A retired fertility doctor who allegedly used his own sperm about 50 times to inseminate unsuspecting patients, pleaded not guilty in late September to two counts of felony obstruction of justice for misleading authorities investigating complaints from children he fathered.
Not only did the doctor’s lapse in ethics lead to the criminal charges, but it could lead to malpractice lawsuits.
The physician is a 77-year-old retired doctor from Indianapolis, Ind. He is accused of fathering eight children by five patients. The youngest child is about 30 years old. Earlier this year, when he met six of the children, he told them he had used his own sperm about 50 times starting in the 1970s, according to documents from the criminal case. He said he marked the files of those 50 or so patients with asterisks so he could use his sperm again if any of the patients returned wanting another child. However, the doctor later denied the claim in a letter to an investigator for the Indiana attorney general’s office, hence the obstruction charges.
At the time of the treatments, the doctor had told his patients he was inseminating them with “fresh sperm” from college students, according to court documents.
Questions about the doctor’s treatments began innocently. An Indiana woman who knew her parents had used a fertility doctor was researching her family history and called the doctor for information about the sperm donor. Physicians are only required to keep patient records for seven years and the woman was informed that her mother’s file had been destroyed.
The woman accepted the doctor’s explanation and began pursuing other avenues to learn about her genetic father. She listed herself on a website that connects donor children and found a familial connection to another woman on the registry. In 2014, the Indiana woman took a DNA test and found six more matches. That is when the genetic siblings became suspicious because the use of sperm from the same donor was supposed to be discontinued after three successful pregnancies. The genetic half-sisters who started the search eventually learned, through DNA, that they are related to 70 relatives of the doctor.
Although the doctor retired seven years ago, six of the genetic siblings were able to track him down for a face-to-face meeting where the doctor, he admitted to using his own sperm in his procedures about 50 times when he did not have fresh samples available.
Although patients undergoing fertility treatments usually sign a waiver holding the donor and the clinic harmless against claims of child support and other issues, the doctor, in this case, could have left himself open for civil litigation because he deceived his patients by telling them the donor sperm came from medical or dental school students.

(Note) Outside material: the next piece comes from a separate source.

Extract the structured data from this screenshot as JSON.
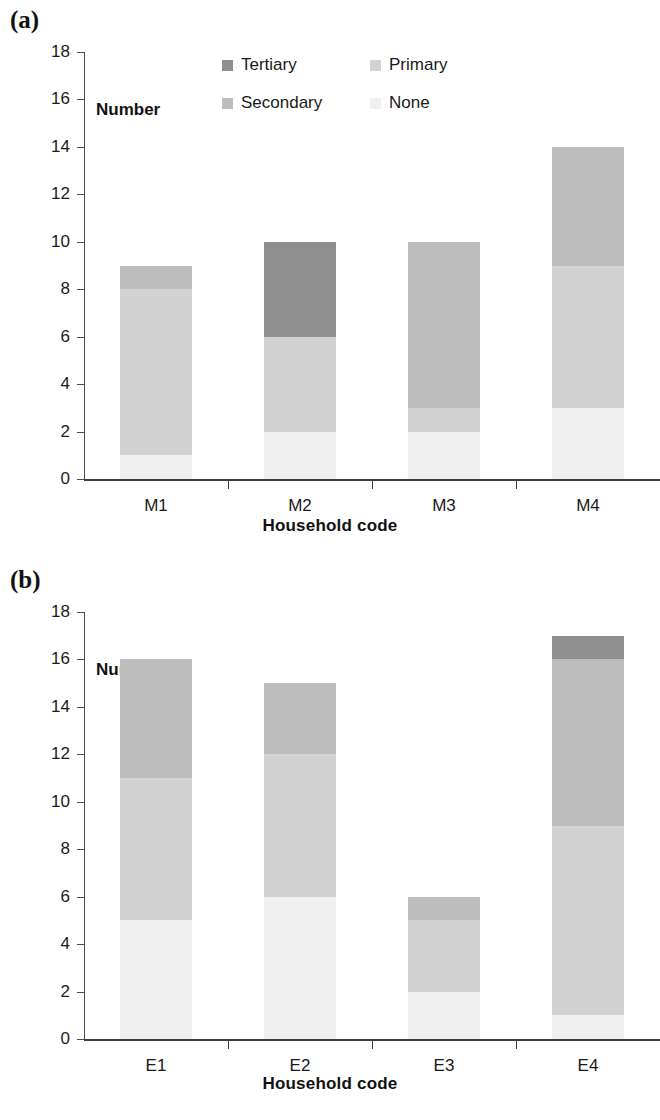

If convicted of both counts of obstruction of justice, the doctor faces up to five years in prison.
It is not the first time a fertility doctor has gotten in legal trouble for using his own sperm. During his more than 20 year career, a Virginia doctor secretly used his own sperm to inseminate patients and may have fathered as many as 75 children. In 2009, a Connecticut doctor settled a medical malpractice lawsuit for substituting his own sperm for that of a patient’s husband during an artificial insemination procedure.
If you or a loved has been harmed as a result of improper fertility treatments, you may be entitled to compensation, despite the recent Arizona ruling. Call the offices of trial attorneys Charles Gilman and Briggs Bedigian at 866-849-9899 or contact them online. The firm handles cases in Maryland, Pennsylvania, and Washington, D.C.